Unfortunately, the last set of activities haven’t been recorded in the pages of Wisden. Instead, they’re recounted in a short-lived comic series titled Sunny The Super Sleuth, which transformed India’s doughty opening batsman into a superhero who battled cricketers from Bandookstan and England on the field and, between games, took on evil magicians who lived beyond the outer range of the Himalayas.

Sunny The Super Sleuth, three issues of which appeared over a few months in 1984, was the brainchild of journalists Bharat and Shalan Savur. “Action heroes weren’t a new idea, but turning a cricket hero into one was,” said Bharat Savur. The Shavurs said they were loosely inspired by another Indian comic-book series of the time, Supremo, scripted by the lyricist Gulzar, which featured Amitabh Bachchan as a caped wonder.

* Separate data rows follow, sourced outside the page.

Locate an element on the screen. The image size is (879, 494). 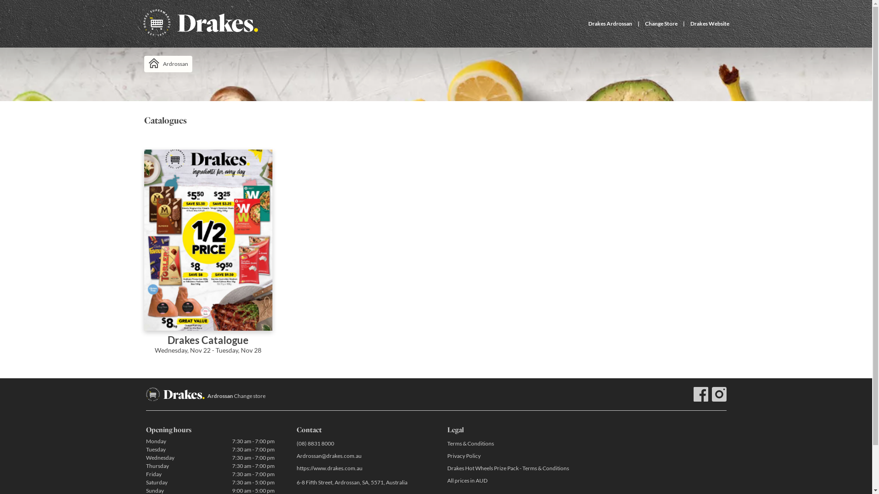
https://www.drakes.com.au is located at coordinates (361, 469).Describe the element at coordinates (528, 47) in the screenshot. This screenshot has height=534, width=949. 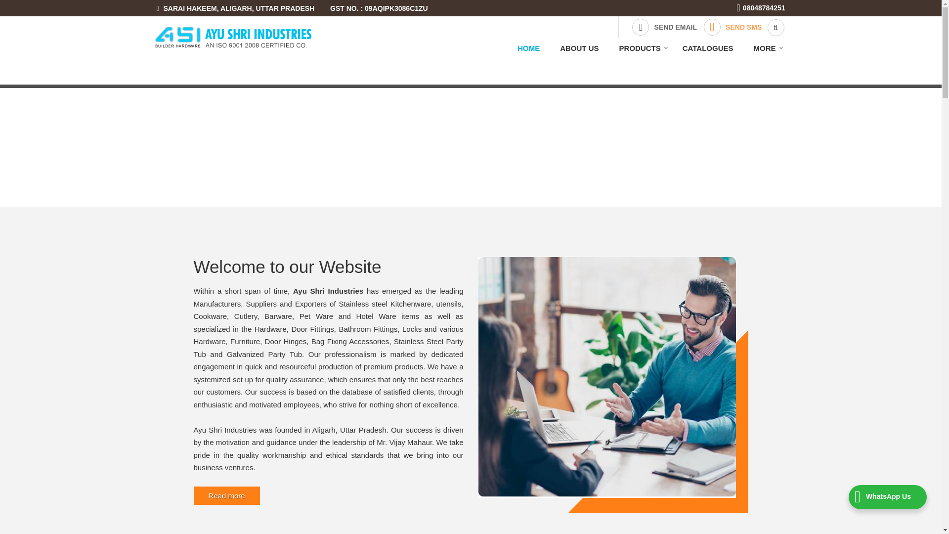
I see `Home` at that location.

As it turned out, Bharat Shavur and Gavaskar had been friends at St Xavier’s College in the mid-’60s, and the cricketer immediately jumped at the idea. “I was surprised and excited when it was proposed,” Gavaskar said in an email interview. After auditioning several illustrators, the Shavurs chose adman Prabhakar Waikar to turn their stories into comics. They organised a long photo shoot with Gavaskar, clicking him from every possible angle to give them ample visual reference material for the strip.

The Shavurs would brainstorm about ideas after work (he was at the men’s magazine, Debonair, and she was at the women’s magazine, Saavy) to generate a script for Waikar. He then visualised the situations, drawing local landmarks – Regal Cinema and the Willingdon Fountain, among them – into the panels. Gavaskar didn’t need to approve the stories before they were printed but Bharat Savur “would let me know before hand what it was going to be”, the cricketer said.

After enthusiasm for the books petered out, a fourth book (which featured an actress suspiciously looking like Sarika and the wonderfully named Sheikh Vell Befo Yuse) was serialised in newspapers around India.

In the age of graphic novels, it’s now belatedly obvious that the Savurs were pioneers in giving comics a contemporary Indian context. But at the time, not everyone was impressed with their efforts. “These personality-oriented comics are a retrogressive step,” tut-tutted an article by Angana Parekh in the Sunday Express in 1984 about Sunny and Supremo. “The Indian psyche is very receptive to the personality cult and to make heroes out of ordinary people is not a difficult task in this country. These comics are reinforcing the tendency to attribute superhuman qualities to ordinary humans, in the same way that commercial Hindi films do.”